There is an old saying in management: "what gets measured gets done".
The idea of a delivery unit, linked to the head of an organisation seems to be a good way forward.
However, I guess in the examples you quote - 39 minutes for doctors in Senegal, a key difficultly is collecting the correct data. Do you feel that the data is available but not acted on or is it there in the first place?

Andy Ratcliffe
August 23, 2013

Shanta,
Really enjoyed your blog and wanted to add a few reflections building on our case study (http://www.africagovernance.org/africa/news-entry/AGI-launches-first-ca…)on Liberia’s 150 day plan that President Sirleaf used to kick-start her second term in 2012.
There’s all kinds of buzz (http://www.odi.org.uk/opinion/7703-jim-kims-science-delivery-role-polit…)these days about ‘deliverology’ and the ‘science of delivery’ and a lot seems to depend on exactly how you define them.

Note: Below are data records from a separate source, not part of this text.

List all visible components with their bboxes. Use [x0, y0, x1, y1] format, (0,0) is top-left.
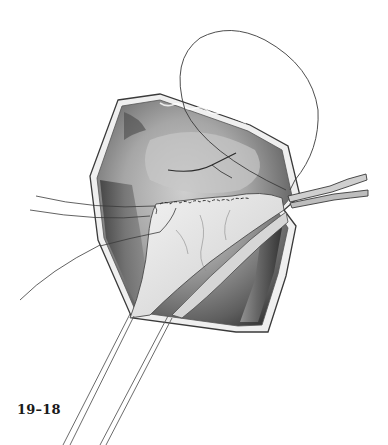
forceps-right	[288, 174, 368, 208]
figure-label: 19–18	[17, 402, 61, 417]
surgical-illustration	[0, 0, 388, 445]
forceps-bottom	[63, 314, 172, 445]
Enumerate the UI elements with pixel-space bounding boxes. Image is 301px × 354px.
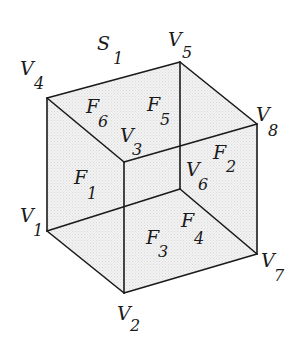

I couldn’t agree more on your point that deliverology shouldn’t leave out the client. And an important thing we learned from our case study is that it doesn’t have to. A coalition of Government of Liberia actors deserves credit for the 150 day plan’s success. But alongside government, a local civil society organization, the Liberia Media Center (LMC), tracked and publicly reported on the progress of the 150 day plan which pressured the government into an accelerated and highly successful final 50 days of implementation. In many cases the LMC actually improved the government’s monitoring. Admittedly this isn’t an example of the direct client participation that you’re describing but I think it’s an illustration of how bottom-up accountability and top-down performance management can powerfully complement each other.
Your other main critique is that deliverology focuses too much on the technical and that technical solutions can’t fix problems that have underlying political causes. Again I couldn’t agree more. ODI head Kevin Watkins made a similar point (http://www.odi.org.uk/opinion/7703-jim-kims-science-delivery-role-polit…) recently about what’s missing from the science of delivery discussion. But there’s no reason that political savvy can’t be integrated into deliverology. A big lesson from our case study is that the Government of Liberia recognized that the start of Sirleaf’s new term was a moment of political opportunity and they seized it. Sometimes the best approach (for both governments and partners) may not be to “fix” the fundamental political incentives (which is clearly very difficult) but to find ways to navigate it.
Really glad you’ve kicked off this discussion.